Indexes and Proxies: Two Quiet Building Blocks in System Design
Indexes speed up data access. Proxies shape how requests reach services. Together they show a common system design tradeoff: add a layer, reduce a more expensive cost.
When I read about system design, I keep coming back to a pattern that shows up everywhere: add a small amount of structure in one place so the rest of the system has to do less work.
Indexes and proxies are good examples of that idea.
They solve different problems. An index helps a system find the right data faster. A proxy helps a system route traffic in a more controlled way. But both exist for the same reason: the direct path is often too expensive, too slow, or too messy once a system starts to grow.
Indexes Reduce Search Cost
An index is a separate data structure that helps us locate data without scanning everything. The easiest way to think about it is a library catalog.
If a library only had shelves full of books and no catalog, finding a specific title or author would be painful. You would have to walk the shelves and inspect book after book until you found what you wanted. A catalog changes that. It gives you a smaller, organized structure that points you to the right place.
That is what a database index does. Instead of reading a whole table row by row, the system can use an index built on one or more columns to narrow the search quickly and jump closer to the data it needs.
This matters even more as systems scale. Once data gets large enough, a full scan becomes expensive. Once that data is spread across disks or machines, finding the right location becomes a system problem, not just a query problem. In that world, indexes stop feeling optional. They become part of how the system stays responsive.
Indexes Shift Work to Writes
Indexes are not free.
Every insert, update, or delete now has extra work attached to it because the system is not only writing the data itself. It is also maintaining the index structures that make future reads faster.
That tradeoff is the important part. An index improves read performance by making writes more expensive. If a table is read constantly and updated less often, that trade can be worth it. If the workload is mostly writes and reads are rare, adding more indexes can make the system worse instead of better.
This is the part I like most about indexes as a design concept. They are a reminder that performance work is usually about moving cost around, not making cost disappear.
Proxies Reduce Coordination Cost
A proxy sits between a client and a server and handles requests on someone else's behalf.
A forward proxy represents the client side. The client sends traffic to the proxy, and the proxy sends the request upstream. From the server's point of view, it is talking to the proxy, not directly to the original client.
A reverse proxy sits on the server side. The client sends a request to the proxy, and the proxy decides which backend server should handle it. From the client's point of view, the proxy looks like the server.
That difference is easy to remember:
- A forward proxy hides the client.
- A reverse proxy hides the server.
Just like indexes, proxies add a layer because the direct path stops being ideal. Direct client-to-server communication may work in a small setup, but larger systems often need a place to centralize control.
Why Proxies Matter in Real Systems
Once a proxy sits in the middle, it can do useful system-wide work.
It can cache responses so the origin does not need to recompute or reread the same data every time. It can filter or log requests. It can rewrite headers, compress responses, terminate TLS, route traffic to different backends, or spread load across a fleet of servers.
One detail that stood out to me was collapsed forwarding. If many clients ask for the same data at the same time and that data is not already cached, a proxy can combine those requests into one upstream fetch and then share the result. That saves duplicate disk reads or duplicate backend work. It is a small idea, but it captures the value of intermediaries well: sometimes one well-placed layer can prevent a lot of wasted effort behind it.
How Indexes and Proxies Fit Together
Indexes and proxies are different tools, but they pair well because they solve two sides of the same broader problem.
Indexes help the storage side of the system answer, "How do I find the right data quickly?"
Proxies help the network and service side answer, "How do I get this request to the right place efficiently and safely?"
In other words, one optimizes lookup and the other optimizes flow.
What ties them together is the tradeoff. Both add moving parts. Both increase operational complexity. Both need to be justified by real access patterns. But when the bottleneck is real, both are a practical way to replace expensive work with cheaper work.
That feels like a useful system design lesson in general. Good architecture often comes from placing the right layer in the right spot so downstream systems do less unnecessary work.
Wrap Up
Indexes make reads cheaper by organizing how data is found. Proxies make request handling cheaper and more manageable by organizing how traffic flows.
Neither one exists just to make a diagram look more sophisticated. Both are responses to friction. Data is too expensive to scan. Traffic is too messy to route directly. So we add structure.
That is why these two concepts fit together so well. They are both simple on the surface, but they point to the same deeper idea: system design is often about introducing a carefully chosen layer so the path that matters most becomes faster, safer, and easier to operate.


**Task item:** Once the pictures are set aside, retype the remaining entries exactly.
++++ Data supplied ++++
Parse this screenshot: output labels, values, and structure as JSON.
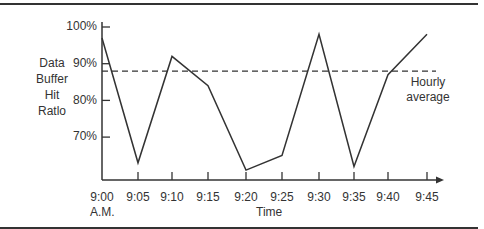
{
  "chart_data": {
    "type": "line",
    "title": "",
    "xlabel": "Time",
    "ylabel": "Data Buffer Hit Ratlo",
    "ylabel_lines": [
      "Data",
      "Buffer",
      "Hit",
      "Ratlo"
    ],
    "categories": [
      "9:00",
      "9:05",
      "9:10",
      "9:15",
      "9:20",
      "9:25",
      "9:30",
      "9:35",
      "9:40",
      "9:45"
    ],
    "x_sublabel": "A.M.",
    "series": [
      {
        "name": "Data Buffer Hit Ratio",
        "values": [
          97,
          63,
          92,
          84,
          61,
          65,
          98,
          62,
          87,
          98
        ]
      }
    ],
    "reference_lines": [
      {
        "name": "Hourly average",
        "value": 88,
        "style": "dashed"
      }
    ],
    "yticks": [
      "100%",
      "90%",
      "80%",
      "70%"
    ],
    "ytick_values": [
      100,
      90,
      80,
      70
    ],
    "ylim": [
      58,
      100
    ],
    "grid": false,
    "legend": "none",
    "annotations": [
      "Hourly average"
    ]
  },
  "labels": {
    "ylabel_lines": [
      "Data",
      "Buffer",
      "Hit",
      "Ratlo"
    ],
    "yticks": [
      "100%",
      "90%",
      "80%",
      "70%"
    ],
    "xticks": [
      "9:00",
      "9:05",
      "9:10",
      "9:15",
      "9:20",
      "9:25",
      "9:30",
      "9:35",
      "9:40",
      "9:45"
    ],
    "x_sublabel": "A.M.",
    "xlabel": "Time",
    "annotation_line1": "Hourly",
    "annotation_line2": "average"
  },
  "colors": {
    "line": "#333333",
    "axis": "#333333",
    "background": "#ffffff"
  }
}
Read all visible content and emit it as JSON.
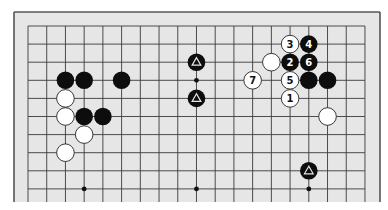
{
  "diagram": {
    "type": "go-board-partial",
    "board_color": "#e6e6e6",
    "line_color": "#3a3a3a",
    "frame_color": "#555555",
    "grid": {
      "columns": 19,
      "rows": 10,
      "x0": 28,
      "y0": 26,
      "dx": 18.72,
      "dy": 18.1
    },
    "frame": {
      "left": 14,
      "top": 12,
      "right": 380,
      "bottom": 202
    },
    "hoshi": [
      {
        "col": 9,
        "row": 3
      },
      {
        "col": 3,
        "row": 9
      },
      {
        "col": 9,
        "row": 9
      },
      {
        "col": 15,
        "row": 9
      }
    ],
    "stones": [
      {
        "color": "black",
        "col": 2,
        "row": 3,
        "label": ""
      },
      {
        "color": "black",
        "col": 3,
        "row": 3,
        "label": ""
      },
      {
        "color": "black",
        "col": 5,
        "row": 3,
        "label": ""
      },
      {
        "color": "white",
        "col": 2,
        "row": 4,
        "label": ""
      },
      {
        "color": "white",
        "col": 2,
        "row": 5,
        "label": ""
      },
      {
        "color": "black",
        "col": 3,
        "row": 5,
        "label": ""
      },
      {
        "color": "black",
        "col": 4,
        "row": 5,
        "label": ""
      },
      {
        "color": "white",
        "col": 3,
        "row": 6,
        "label": ""
      },
      {
        "color": "white",
        "col": 2,
        "row": 7,
        "label": ""
      },
      {
        "color": "black",
        "col": 9,
        "row": 2,
        "label": "",
        "marker": "triangle"
      },
      {
        "color": "black",
        "col": 9,
        "row": 4,
        "label": "",
        "marker": "triangle"
      },
      {
        "color": "black",
        "col": 15,
        "row": 8,
        "label": "",
        "marker": "triangle"
      },
      {
        "color": "white",
        "col": 14,
        "row": 1,
        "label": "3"
      },
      {
        "color": "black",
        "col": 15,
        "row": 1,
        "label": "4"
      },
      {
        "color": "white",
        "col": 13,
        "row": 2,
        "label": ""
      },
      {
        "color": "black",
        "col": 14,
        "row": 2,
        "label": "2"
      },
      {
        "color": "black",
        "col": 15,
        "row": 2,
        "label": "6"
      },
      {
        "color": "white",
        "col": 12,
        "row": 3,
        "label": "7"
      },
      {
        "color": "white",
        "col": 14,
        "row": 3,
        "label": "5"
      },
      {
        "color": "black",
        "col": 15,
        "row": 3,
        "label": ""
      },
      {
        "color": "black",
        "col": 16,
        "row": 3,
        "label": ""
      },
      {
        "color": "white",
        "col": 14,
        "row": 4,
        "label": "1"
      },
      {
        "color": "white",
        "col": 16,
        "row": 5,
        "label": ""
      }
    ]
  }
}
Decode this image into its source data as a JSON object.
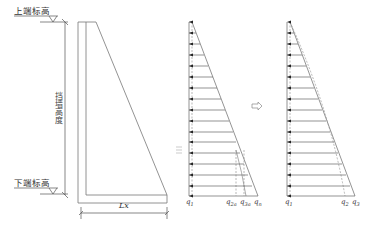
{
  "diagram": {
    "title": "",
    "left_section": {
      "top_elevation_label": "上端标高",
      "bottom_elevation_label": "下端标高",
      "height_label": "挡墙高度",
      "width_label": "Lx"
    },
    "middle_pressure_diagram": {
      "labels": {
        "q1": "q",
        "q1_sub": "1",
        "q2a": "q",
        "q2a_sub": "2a",
        "q3a": "q",
        "q3a_sub": "3a",
        "qn": "q",
        "qn_sub": "n"
      },
      "arrow_count": 13
    },
    "transition_arrow": "⇨",
    "right_pressure_diagram": {
      "labels": {
        "q1": "q",
        "q1_sub": "1",
        "q2": "q",
        "q2_sub": "2",
        "q3": "q",
        "q3_sub": "3"
      },
      "arrow_count": 13
    },
    "colors": {
      "line": "#555555",
      "light_line": "#999999",
      "text": "#333333"
    }
  }
}
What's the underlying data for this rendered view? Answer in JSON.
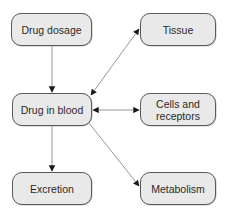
{
  "diagram": {
    "type": "flowchart",
    "nodes": [
      {
        "id": "drug_dosage",
        "label": "Drug dosage"
      },
      {
        "id": "tissue",
        "label": "Tissue"
      },
      {
        "id": "drug_in_blood",
        "label": "Drug in blood"
      },
      {
        "id": "cells_receptors",
        "label": "Cells and\nreceptors"
      },
      {
        "id": "excretion",
        "label": "Excretion"
      },
      {
        "id": "metabolism",
        "label": "Metabolism"
      }
    ],
    "edges": [
      {
        "from": "drug_dosage",
        "to": "drug_in_blood",
        "direction": "forward"
      },
      {
        "from": "drug_in_blood",
        "to": "tissue",
        "direction": "both"
      },
      {
        "from": "drug_in_blood",
        "to": "cells_receptors",
        "direction": "both"
      },
      {
        "from": "drug_in_blood",
        "to": "excretion",
        "direction": "forward"
      },
      {
        "from": "drug_in_blood",
        "to": "metabolism",
        "direction": "forward"
      }
    ],
    "colors": {
      "node_fill": "#e9e9e9",
      "node_border": "#5a5a5a",
      "edge": "#8a8a8a",
      "arrowhead": "#1a1a1a",
      "text": "#2a2a2a"
    }
  }
}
++++
**Output below:**
Parse this screenshot: output labels, values, and structure as JSON.
{
  "chart_data": {
    "type": "line",
    "title": "",
    "xlabel": "Time",
    "ylabel": "Data Buffer Hit Ratlo",
    "ylabel_lines": [
      "Data",
      "Buffer",
      "Hit",
      "Ratlo"
    ],
    "categories": [
      "9:00",
      "9:05",
      "9:10",
      "9:15",
      "9:20",
      "9:25",
      "9:30",
      "9:35",
      "9:40",
      "9:45"
    ],
    "x_sublabel": "A.M.",
    "series": [
      {
        "name": "Data Buffer Hit Ratio",
        "values": [
          97,
          63,
          92,
          84,
          61,
          65,
          98,
          62,
          87,
          98
        ]
      }
    ],
    "reference_lines": [
      {
        "name": "Hourly average",
        "value": 88,
        "style": "dashed"
      }
    ],
    "yticks": [
      "100%",
      "90%",
      "80%",
      "70%"
    ],
    "ytick_values": [
      100,
      90,
      80,
      70
    ],
    "ylim": [
      58,
      100
    ],
    "grid": false,
    "legend": "none",
    "annotations": [
      "Hourly average"
    ]
  },
  "labels": {
    "ylabel_lines": [
      "Data",
      "Buffer",
      "Hit",
      "Ratlo"
    ],
    "yticks": [
      "100%",
      "90%",
      "80%",
      "70%"
    ],
    "xticks": [
      "9:00",
      "9:05",
      "9:10",
      "9:15",
      "9:20",
      "9:25",
      "9:30",
      "9:35",
      "9:40",
      "9:45"
    ],
    "x_sublabel": "A.M.",
    "xlabel": "Time",
    "annotation_line1": "Hourly",
    "annotation_line2": "average"
  },
  "colors": {
    "line": "#333333",
    "axis": "#333333",
    "background": "#ffffff"
  }
}
Read all visible content and emit it as JSON.
{
  "diagram": {
    "type": "go-board-partial",
    "board_color": "#e6e6e6",
    "line_color": "#3a3a3a",
    "frame_color": "#555555",
    "grid": {
      "columns": 19,
      "rows": 10,
      "x0": 28,
      "y0": 26,
      "dx": 18.72,
      "dy": 18.1
    },
    "frame": {
      "left": 14,
      "top": 12,
      "right": 380,
      "bottom": 202
    },
    "hoshi": [
      {
        "col": 9,
        "row": 3
      },
      {
        "col": 3,
        "row": 9
      },
      {
        "col": 9,
        "row": 9
      },
      {
        "col": 15,
        "row": 9
      }
    ],
    "stones": [
      {
        "color": "black",
        "col": 2,
        "row": 3,
        "label": ""
      },
      {
        "color": "black",
        "col": 3,
        "row": 3,
        "label": ""
      },
      {
        "color": "black",
        "col": 5,
        "row": 3,
        "label": ""
      },
      {
        "color": "white",
        "col": 2,
        "row": 4,
        "label": ""
      },
      {
        "color": "white",
        "col": 2,
        "row": 5,
        "label": ""
      },
      {
        "color": "black",
        "col": 3,
        "row": 5,
        "label": ""
      },
      {
        "color": "black",
        "col": 4,
        "row": 5,
        "label": ""
      },
      {
        "color": "white",
        "col": 3,
        "row": 6,
        "label": ""
      },
      {
        "color": "white",
        "col": 2,
        "row": 7,
        "label": ""
      },
      {
        "color": "black",
        "col": 9,
        "row": 2,
        "label": "",
        "marker": "triangle"
      },
      {
        "color": "black",
        "col": 9,
        "row": 4,
        "label": "",
        "marker": "triangle"
      },
      {
        "color": "black",
        "col": 15,
        "row": 8,
        "label": "",
        "marker": "triangle"
      },
      {
        "color": "white",
        "col": 14,
        "row": 1,
        "label": "3"
      },
      {
        "color": "black",
        "col": 15,
        "row": 1,
        "label": "4"
      },
      {
        "color": "white",
        "col": 13,
        "row": 2,
        "label": ""
      },
      {
        "color": "black",
        "col": 14,
        "row": 2,
        "label": "2"
      },
      {
        "color": "black",
        "col": 15,
        "row": 2,
        "label": "6"
      },
      {
        "color": "white",
        "col": 12,
        "row": 3,
        "label": "7"
      },
      {
        "color": "white",
        "col": 14,
        "row": 3,
        "label": "5"
      },
      {
        "color": "black",
        "col": 15,
        "row": 3,
        "label": ""
      },
      {
        "color": "black",
        "col": 16,
        "row": 3,
        "label": ""
      },
      {
        "color": "white",
        "col": 14,
        "row": 4,
        "label": "1"
      },
      {
        "color": "white",
        "col": 16,
        "row": 5,
        "label": ""
      }
    ]
  }
}
Decode this image into its source data as a JSON object.
{
  "diagram": {
    "title": "",
    "left_section": {
      "top_elevation_label": "上端标高",
      "bottom_elevation_label": "下端标高",
      "height_label": "挡墙高度",
      "width_label": "Lx"
    },
    "middle_pressure_diagram": {
      "labels": {
        "q1": "q",
        "q1_sub": "1",
        "q2a": "q",
        "q2a_sub": "2a",
        "q3a": "q",
        "q3a_sub": "3a",
        "qn": "q",
        "qn_sub": "n"
      },
      "arrow_count": 13
    },
    "transition_arrow": "⇨",
    "right_pressure_diagram": {
      "labels": {
        "q1": "q",
        "q1_sub": "1",
        "q2": "q",
        "q2_sub": "2",
        "q3": "q",
        "q3_sub": "3"
      },
      "arrow_count": 13
    },
    "colors": {
      "line": "#555555",
      "light_line": "#999999",
      "text": "#333333"
    }
  }
}
What's the underlying data for this rendered view? Answer in JSON.
{
  "diagram": {
    "type": "flowchart",
    "nodes": [
      {
        "id": "drug_dosage",
        "label": "Drug dosage"
      },
      {
        "id": "tissue",
        "label": "Tissue"
      },
      {
        "id": "drug_in_blood",
        "label": "Drug in blood"
      },
      {
        "id": "cells_receptors",
        "label": "Cells and\nreceptors"
      },
      {
        "id": "excretion",
        "label": "Excretion"
      },
      {
        "id": "metabolism",
        "label": "Metabolism"
      }
    ],
    "edges": [
      {
        "from": "drug_dosage",
        "to": "drug_in_blood",
        "direction": "forward"
      },
      {
        "from": "drug_in_blood",
        "to": "tissue",
        "direction": "both"
      },
      {
        "from": "drug_in_blood",
        "to": "cells_receptors",
        "direction": "both"
      },
      {
        "from": "drug_in_blood",
        "to": "excretion",
        "direction": "forward"
      },
      {
        "from": "drug_in_blood",
        "to": "metabolism",
        "direction": "forward"
      }
    ],
    "colors": {
      "node_fill": "#e9e9e9",
      "node_border": "#5a5a5a",
      "edge": "#8a8a8a",
      "arrowhead": "#1a1a1a",
      "text": "#2a2a2a"
    }
  }
}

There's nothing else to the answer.